A stronger argument is that these undocumented immigrants, having no papers and knowing that they are in the country illegally, are push-overs for contractors and other business operators who hire them and pay substandard wages, provide no employee benefits, and make them work in unsafe conditions. To continue the argument, these low-wage workers have destroyed the American middle class. American workers formerly protected by strong unions and union contracts now see their jobs done by non-union immigrant workers at a fraction of the wages formerly paid for the work.

What is to be done? In our present open society, it is not possible to round up all ten million workers without papers (they used to be called WOP's) and expel them. We do not have a system of identity cards or personal passports. I do not carry on my person a single document that proves that I am a legal resident of the United States. Building a fence and beefing up the border patrol would probably diminish the rate of illegal immigration but would not stop it completely. Border guards can be bribed. Authentic-looking visas can be counterfeited. Humans can be transported in cargo containers. There are other ways of defeating the fence.

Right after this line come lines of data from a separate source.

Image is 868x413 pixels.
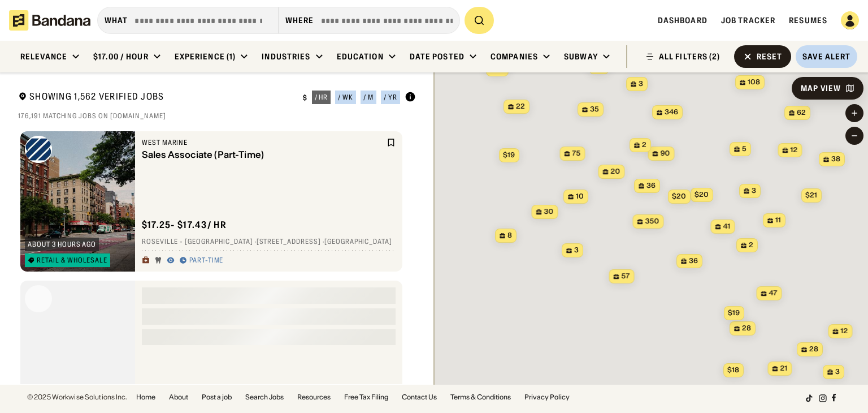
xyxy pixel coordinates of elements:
[576,192,584,202] span: 10
[297,393,331,400] a: Resources
[752,186,756,196] span: 3
[142,238,395,247] div: Roseville - [GEOGRAPHIC_DATA] · [STREET_ADDRESS] · [GEOGRAPHIC_DATA]
[25,135,52,163] img: West Marine logo
[142,219,226,231] div: $ 17.25 - $17.43 / hr
[622,272,630,281] span: 57
[525,393,570,400] a: Privacy Policy
[658,15,707,26] a: Dashboard
[723,222,730,231] span: 41
[303,93,307,102] div: $
[9,11,90,31] img: Bandana logotype
[363,94,374,101] div: / m
[742,144,746,153] span: 5
[507,231,512,240] span: 8
[383,94,397,101] div: / yr
[775,215,781,225] span: 11
[749,240,753,250] span: 2
[769,288,777,298] span: 47
[661,149,670,158] span: 90
[201,393,231,400] a: Post a job
[646,181,655,190] span: 36
[742,323,751,333] span: 28
[18,111,416,120] div: 176,191 matching jobs on [DOMAIN_NAME]
[337,51,383,62] div: Education
[450,393,511,400] a: Terms & Conditions
[611,167,620,177] span: 20
[503,150,515,159] span: $19
[721,15,775,26] a: Job Tracker
[18,90,294,105] div: Showing 1,562 Verified Jobs
[835,367,839,377] span: 3
[574,245,579,255] span: 3
[638,79,643,89] span: 3
[590,105,599,114] span: 35
[93,51,149,62] div: $17.00 / hour
[748,77,760,87] span: 108
[410,51,464,62] div: Date Posted
[544,207,554,217] span: 30
[642,140,646,150] span: 2
[174,51,236,62] div: Experience (1)
[727,308,739,317] span: $19
[802,51,850,62] div: Save Alert
[18,126,416,384] div: grid
[28,241,96,247] div: about 3 hours ago
[37,257,107,263] div: Retail & Wholesale
[401,393,437,400] a: Contact Us
[672,192,686,200] span: $20
[20,51,67,62] div: Relevance
[805,190,817,199] span: $21
[659,53,720,60] div: ALL FILTERS (2)
[791,145,797,155] span: 12
[727,366,739,374] span: $18
[286,15,314,26] div: Where
[491,51,538,62] div: Companies
[245,393,283,400] a: Search Jobs
[104,15,128,26] div: what
[315,94,328,101] div: / hr
[788,15,827,26] a: Resumes
[189,257,224,266] div: Part-time
[142,138,384,147] div: West Marine
[645,217,659,226] span: 350
[573,149,581,158] span: 75
[27,393,127,400] div: © 2025 Workwise Solutions Inc.
[169,393,188,400] a: About
[136,393,156,400] a: Home
[831,154,840,164] span: 38
[516,102,525,111] span: 22
[338,94,353,101] div: / wk
[564,51,597,62] div: Subway
[694,190,709,199] span: $20
[757,53,782,60] div: Reset
[780,363,788,373] span: 21
[841,326,848,336] span: 12
[809,345,818,354] span: 28
[688,257,697,266] span: 36
[262,51,310,62] div: Industries
[664,108,678,117] span: 346
[797,108,806,117] span: 62
[142,149,384,160] div: Sales Associate (Part-Time)
[800,84,841,93] div: Map View
[344,393,388,400] a: Free Tax Filing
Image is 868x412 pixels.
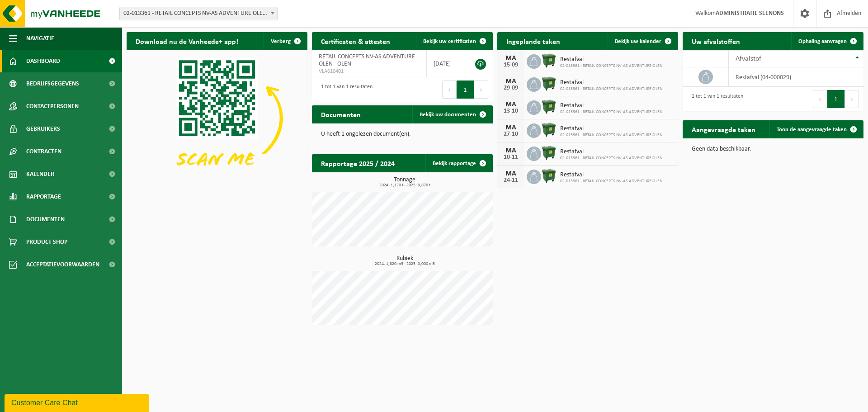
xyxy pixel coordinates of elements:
[316,177,493,188] h3: Tonnage
[26,27,54,50] span: Navigatie
[502,108,520,115] div: 13-10
[120,7,277,20] span: 02-013361 - RETAIL CONCEPTS NV-AS ADVENTURE OLEN - OLEN
[769,120,862,138] a: Toon de aangevraagde taken
[560,87,662,92] span: 02-013361 - RETAIL CONCEPTS NV-AS ADVENTURE OLEN
[716,10,784,17] strong: ADMINISTRATIE SEENONS
[683,32,749,50] h2: Uw afvalstoffen
[316,262,493,266] span: 2024: 1,820 m3 - 2025: 0,000 m3
[560,56,662,63] span: Restafval
[26,208,65,231] span: Documenten
[729,67,864,87] td: restafval (04-000029)
[26,140,62,163] span: Contracten
[560,148,662,155] span: Restafval
[560,171,662,179] span: Restafval
[316,183,493,188] span: 2024: 1,120 t - 2025: 0,870 t
[502,85,520,91] div: 29-09
[683,120,764,138] h2: Aangevraagde taken
[312,154,403,172] h2: Rapportage 2025 / 2024
[560,103,662,110] span: Restafval
[541,53,556,68] img: WB-1100-HPE-GN-04
[474,80,488,99] button: Next
[502,78,520,85] div: MA
[416,32,492,50] a: Bekijk uw certificaten
[560,132,662,138] span: 02-013361 - RETAIL CONCEPTS NV-AS ADVENTURE OLEN
[692,146,855,152] p: Geen data beschikbaar.
[560,79,662,87] span: Restafval
[263,32,307,50] button: Verberg
[560,110,662,115] span: 02-013361 - RETAIL CONCEPTS NV-AS ADVENTURE OLEN
[560,125,662,132] span: Restafval
[412,106,492,124] a: Bekijk uw documenten
[502,147,520,154] div: MA
[26,253,99,276] span: Acceptatievoorwaarden
[26,73,79,95] span: Bedrijfsgegevens
[776,127,847,132] span: Toon de aangevraagde taken
[502,62,520,68] div: 15-09
[541,76,556,91] img: WB-1100-HPE-GN-04
[423,38,476,45] span: Bekijk uw certificaten
[687,89,743,109] div: 1 tot 1 van 1 resultaten
[541,99,556,115] img: WB-1100-HPE-GN-04
[4,392,151,412] iframe: chat widget
[502,124,520,131] div: MA
[502,101,520,108] div: MA
[26,185,61,208] span: Rapportage
[120,7,277,20] span: 02-013361 - RETAIL CONCEPTS NV-AS ADVENTURE OLEN - OLEN
[26,231,67,253] span: Product Shop
[615,38,661,45] span: Bekijk uw kalender
[312,32,399,50] h2: Certificaten & attesten
[560,155,662,161] span: 02-013361 - RETAIL CONCEPTS NV-AS ADVENTURE OLEN
[312,106,370,123] h2: Documenten
[541,122,556,138] img: WB-1100-HPE-GN-04
[316,255,493,266] h3: Kubiek
[541,145,556,160] img: WB-1100-HPE-GN-04
[425,154,492,173] a: Bekijk rapportage
[419,111,476,118] span: Bekijk uw documenten
[541,168,556,183] img: WB-1100-HPE-GN-04
[827,90,845,108] button: 1
[845,90,859,108] button: Next
[26,163,54,185] span: Kalender
[456,80,474,99] button: 1
[791,32,862,50] a: Ophaling aanvragen
[502,154,520,160] div: 10-11
[502,131,520,138] div: 27-10
[799,38,847,45] span: Ophaling aanvragen
[321,131,484,138] p: U heeft 1 ongelezen document(en).
[319,68,419,75] span: VLA610401
[271,38,291,45] span: Verberg
[127,50,307,186] img: Download de VHEPlus App
[502,55,520,62] div: MA
[26,95,79,118] span: Contactpersonen
[26,50,60,73] span: Dashboard
[442,80,456,99] button: Previous
[127,32,248,50] h2: Download nu de Vanheede+ app!
[319,53,415,67] span: RETAIL CONCEPTS NV-AS ADVENTURE OLEN - OLEN
[813,90,827,108] button: Previous
[26,118,60,140] span: Gebruikers
[560,179,662,184] span: 02-013361 - RETAIL CONCEPTS NV-AS ADVENTURE OLEN
[502,177,520,183] div: 24-11
[316,80,372,99] div: 1 tot 1 van 1 resultaten
[608,32,677,50] a: Bekijk uw kalender
[497,32,569,50] h2: Ingeplande taken
[427,50,466,77] td: [DATE]
[502,170,520,177] div: MA
[560,63,662,69] span: 02-013361 - RETAIL CONCEPTS NV-AS ADVENTURE OLEN
[736,55,761,62] span: Afvalstof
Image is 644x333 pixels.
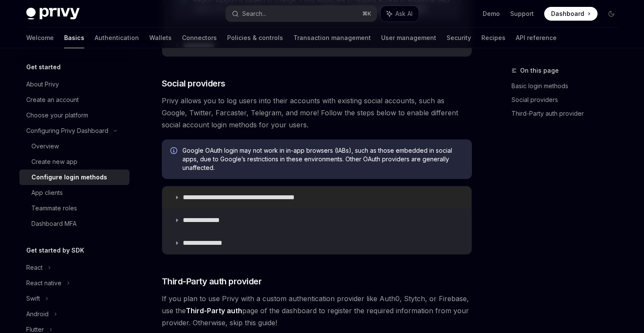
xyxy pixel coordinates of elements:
div: Configure login methods [32,172,107,183]
a: Wallets [149,28,172,48]
a: Choose your platform [19,108,129,123]
strong: Third-Party auth [186,306,242,315]
div: Overview [32,141,59,151]
h5: Get started [26,62,61,72]
a: App clients [19,185,129,201]
div: Configuring Privy Dashboard [26,126,109,136]
h5: Get started by SDK [26,245,84,256]
a: Create an account [19,92,129,108]
a: Connectors [182,28,217,48]
button: Toggle dark mode [605,7,618,20]
a: Security [446,28,471,48]
div: Create an account [26,94,79,105]
div: React [26,262,43,273]
a: Welcome [26,28,54,48]
a: Demo [483,9,500,18]
a: Support [510,9,534,18]
span: Third-Party auth provider [162,276,262,287]
span: Google OAuth login may not work in in-app browsers (IABs), such as those embedded in social apps,... [183,147,463,172]
div: Dashboard MFA [32,219,76,229]
span: ⌘ K [362,10,371,17]
a: Configure login methods [19,169,129,185]
div: Swift [26,294,40,304]
div: Search... [242,9,266,19]
a: About Privy [19,76,129,92]
a: Transaction management [294,28,371,48]
div: About Privy [26,79,59,90]
a: User management [381,28,436,48]
a: Policies & controls [227,28,283,48]
a: Basic login methods [512,79,625,93]
div: Android [26,309,49,319]
span: Dashboard [551,9,584,18]
span: Privy allows you to log users into their accounts with existing social accounts, such as Google, ... [162,94,472,131]
a: Authentication [94,28,139,48]
button: Ask AI [381,6,419,21]
a: Overview [19,139,129,154]
span: On this page [520,65,559,76]
div: Choose your platform [26,110,88,120]
a: Create new app [19,154,129,169]
img: dark logo [26,8,80,20]
a: Third-Party auth provider [512,107,625,120]
button: Search...⌘K [226,6,376,21]
div: App clients [32,187,63,198]
span: If you plan to use Privy with a custom authentication provider like Auth0, Stytch, or Firebase, u... [162,293,472,329]
span: Ask AI [395,9,413,18]
div: Teammate roles [32,203,77,213]
a: Teammate roles [19,201,129,216]
svg: Info [170,147,179,156]
div: Create new app [32,157,77,167]
div: React native [26,278,61,288]
span: Social providers [162,77,225,90]
a: Dashboard MFA [19,216,129,232]
a: Basics [64,28,84,48]
a: API reference [516,28,557,48]
a: Social providers [512,93,625,107]
a: Dashboard [544,7,598,20]
a: Recipes [481,28,506,48]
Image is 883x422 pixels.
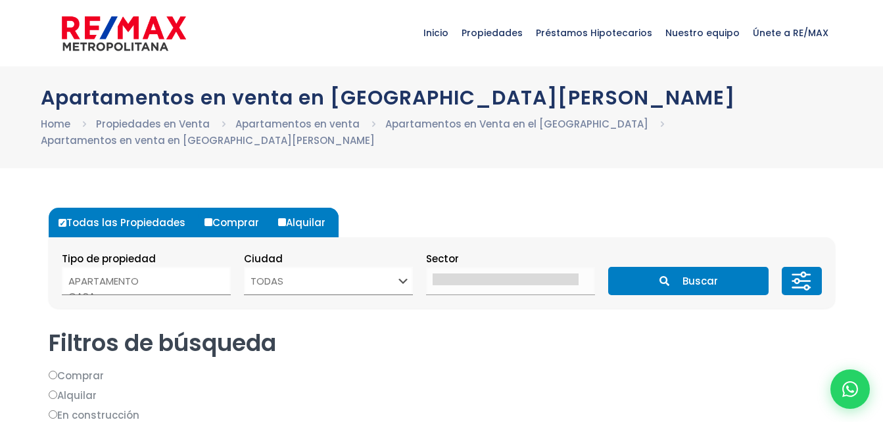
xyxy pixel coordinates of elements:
[41,117,70,131] a: Home
[235,117,360,131] a: Apartamentos en venta
[68,289,214,304] option: CASA
[275,208,339,237] label: Alquilar
[659,13,746,53] span: Nuestro equipo
[49,387,835,404] label: Alquilar
[62,14,186,53] img: remax-metropolitana-logo
[529,13,659,53] span: Préstamos Hipotecarios
[41,86,843,109] h1: Apartamentos en venta en [GEOGRAPHIC_DATA][PERSON_NAME]
[385,117,648,131] a: Apartamentos en Venta en el [GEOGRAPHIC_DATA]
[96,117,210,131] a: Propiedades en Venta
[204,218,212,226] input: Comprar
[49,368,835,384] label: Comprar
[62,252,156,266] span: Tipo de propiedad
[244,252,283,266] span: Ciudad
[41,133,375,147] a: Apartamentos en venta en [GEOGRAPHIC_DATA][PERSON_NAME]
[201,208,272,237] label: Comprar
[278,218,286,226] input: Alquilar
[55,208,199,237] label: Todas las Propiedades
[49,371,57,379] input: Comprar
[746,13,835,53] span: Únete a RE/MAX
[49,410,57,419] input: En construcción
[417,13,455,53] span: Inicio
[68,274,214,289] option: APARTAMENTO
[455,13,529,53] span: Propiedades
[49,328,835,358] h2: Filtros de búsqueda
[426,252,459,266] span: Sector
[49,391,57,399] input: Alquilar
[59,219,66,227] input: Todas las Propiedades
[608,267,769,295] button: Buscar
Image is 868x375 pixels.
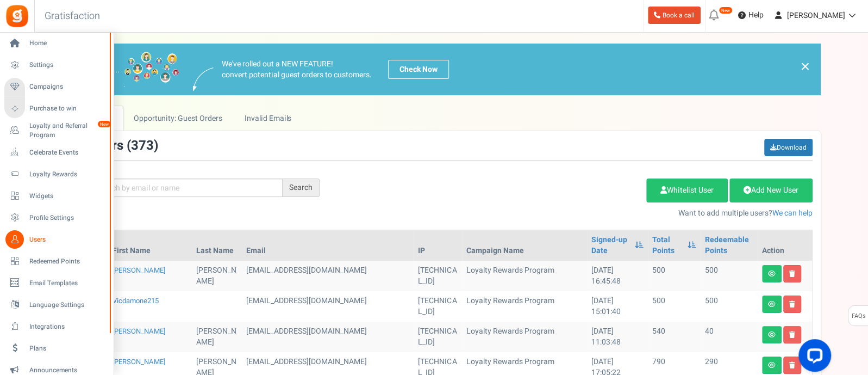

Actually, the problem is one of globalization. Just as work tends to be moved to places where labor is cheap, so workers tend to move to places where jobs exist and pay is better than in the place from which they come. It's all part of the process in which living standards and working conditions tend toward equality all over the world. Canadian immigrants are not a problem because Canada and the United States have comparable living standards and wage scales. The realistic solution to the problem of cheap labor from Mexico is to assist Mexico to bring its standard of living and wage scale to the same levels as in the United States.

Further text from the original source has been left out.